Elliot said, “New business?”
“Sì, he’s launching a fine art investigations company as a side business. There’s enough going on around my family, given my Zio Giovanni and something that happened with my Zio Andrea, that he’s decided he wants to make a difference in the world.”
“Don’t tell me you Ferraros are going to steal Sam from me.” Elliot shifted to look at me again. “After I almost had you convinced to leave the insurance industry?”
I never said I was going to leave the insurance industry. Might have thought about it every single day, especially now that I had a desk job, but I didn’t tell him that. “Anyway, here’s what we found. Fiori’s painting is a forgery.”
“How certain are you?”
Antonio handed his first sheet to Elliot, which was covered in his notes. “I started paint tests, checking for chemicals which wouldn’t be appropriate to the age of this painting, such as synthetic pigments. Once I got past the recent conservation work, everything appeared as it should. Paint like this will normally stay not quite wet but… I don’t how to explain it, but wet.”
“Until the polymers become cross-linked?”
Antonio and I looked at each other, surprised by Elliot.
Elliot chuckled. “You don’t spend a decade with the Art Crime Team and learn nothing.”
“Of course. But these paints were dry. And with the correct pigments, my next option was texture. It had the crackles I expected, the aged coloring inside each valley. Everything on the surface looked right.”
Elliot nodded. “No doubt they said the same about Han van Meegeren’s forgeries.”
A Dutch art dealer and forger of the early twentieth century, Van Meegeren was practically the grandfather of modern forgery techniques. Thanks to a high-profile trial in the 1940s, the legitimate art world learned a great deal about the process.
“I have a friend who works at the Getty, and she sent me photos of the original. Even the frame and the canvas are right, including stains on the stretcher and the gallery tags.”
“You’re telling me we’re dealing with a master forger?”
“Not quite.” Antonio handed the other sheet to Elliot. “When I looked at it under infrared, I discovered this.”
Elliot held the sheet up, pulled it in close, straightened his arm, absorbing every detail.
I clasped my hands behind my back so Elliot couldn’t see how much they were fidgeting. He was taking too long. He had to see it. Otherwise, it could have just been Antonio and me hoping to see what we saw.

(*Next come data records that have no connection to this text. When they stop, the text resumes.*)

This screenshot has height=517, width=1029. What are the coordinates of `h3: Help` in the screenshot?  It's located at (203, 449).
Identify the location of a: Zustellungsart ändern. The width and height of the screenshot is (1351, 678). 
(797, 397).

“There’s not much detail to it. The composition of the three characters reminds me of…” Elliot placed the sheet on the table and pulled out his phone. He typed and scrolled until he finally put the phone down next to the painting. It showed a photo of exactly what Antonio and I had seen.
I cracked before Antonio did, unable to sustain the silence. “Exactly! It’s a rough sketch of the composition ofThe Concert!”

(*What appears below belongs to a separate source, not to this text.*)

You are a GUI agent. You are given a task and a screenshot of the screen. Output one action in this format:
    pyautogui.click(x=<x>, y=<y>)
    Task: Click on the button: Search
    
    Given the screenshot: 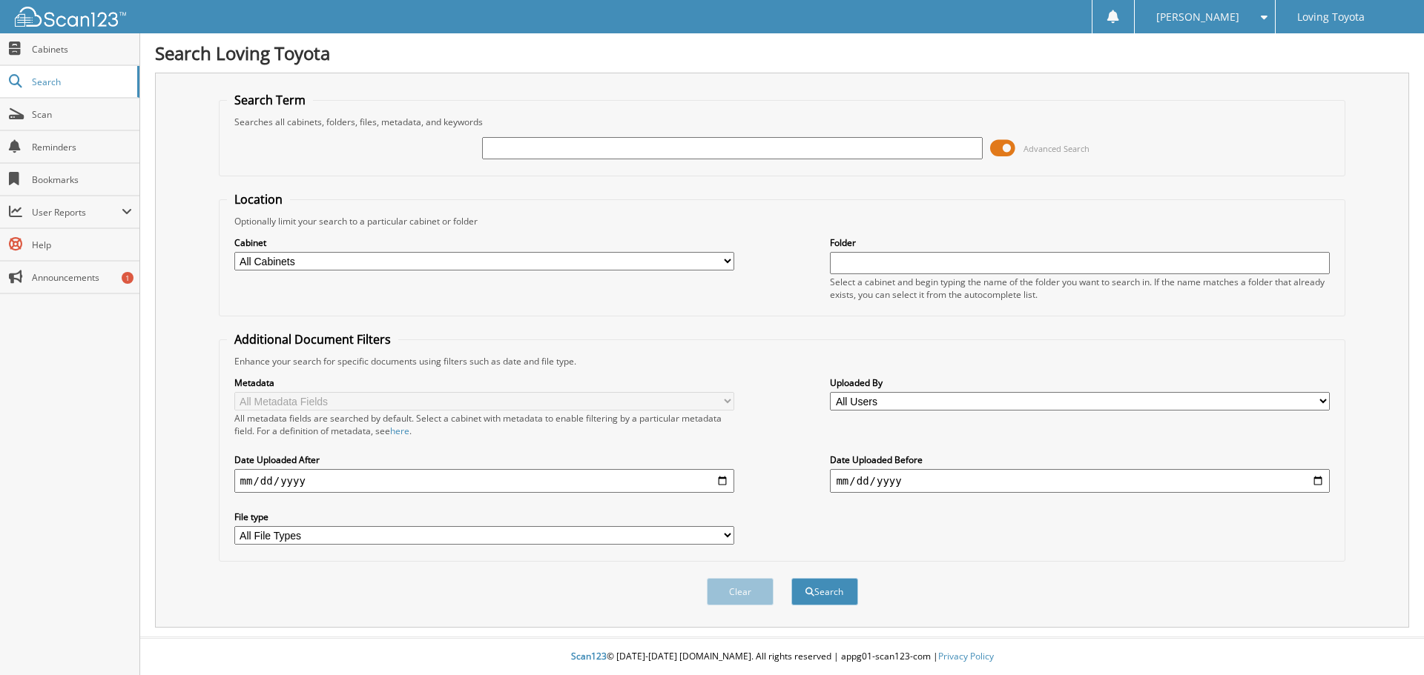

Elliot folded one arm and stroked his short goatee. “A mistake on the forger’s part?”
“Fiori handed this painting off to me, asking that I repair a poor conservation job. He didn’t ask for detailed analysis like this or for authentication.”
“How much would he know about the time you two spent in Rome in January with Giovanni?”
One of my sneaky hands landed on my face. If Antonio had been standing next to me, he would’ve grabbed it before I could put up the shield. As wonderful as our time in Naples had been in January, the week that preceded it had been a chaotic mix of heaven and hell. “I’m sure Vincenzo didn’t figure out I’d been in the FBI, so he wouldn’t have passed that information on to Fiori. But he could have told him about my wanting to join. For all I know, Fiori has the resources to find out the truth.”
Antonio stepped around Elliot and took my hand, intertwining his fingers with mine. His soft smile was likely meant to convey support, maybe even aYou don’t have to hide your past with Vincenzo from me or protect me from it. So long as it wasn’t followed up withWe should let Elliot deal with this, I was all good.
Except this wasn’t the time for handholding.
I withdrew my hand from Antonio’s and shoved it into my pocket. “Part of me wants to hop on a plane and never look back, but the bigger part of me wants to—”
“Jump in headfirst and figure out the details later?” chuckled Elliot.
Antonio gave a halfhearted laugh, his normally unflappable self not inspiring any confidence. “You know her too well.”
Better than I’d thought he did. He’d worked with my father, who I wouldn’t recognize if he walked straight up to me and introduced himself.Push it aside, Sam, this is work. “What do you think we should do?”
Elliot scratched the goatee. “As a senior agent with the Art Crime Team, I want the pair of you as assets. I want you to set up another meeting with Fiori and see if we can get information out of him.”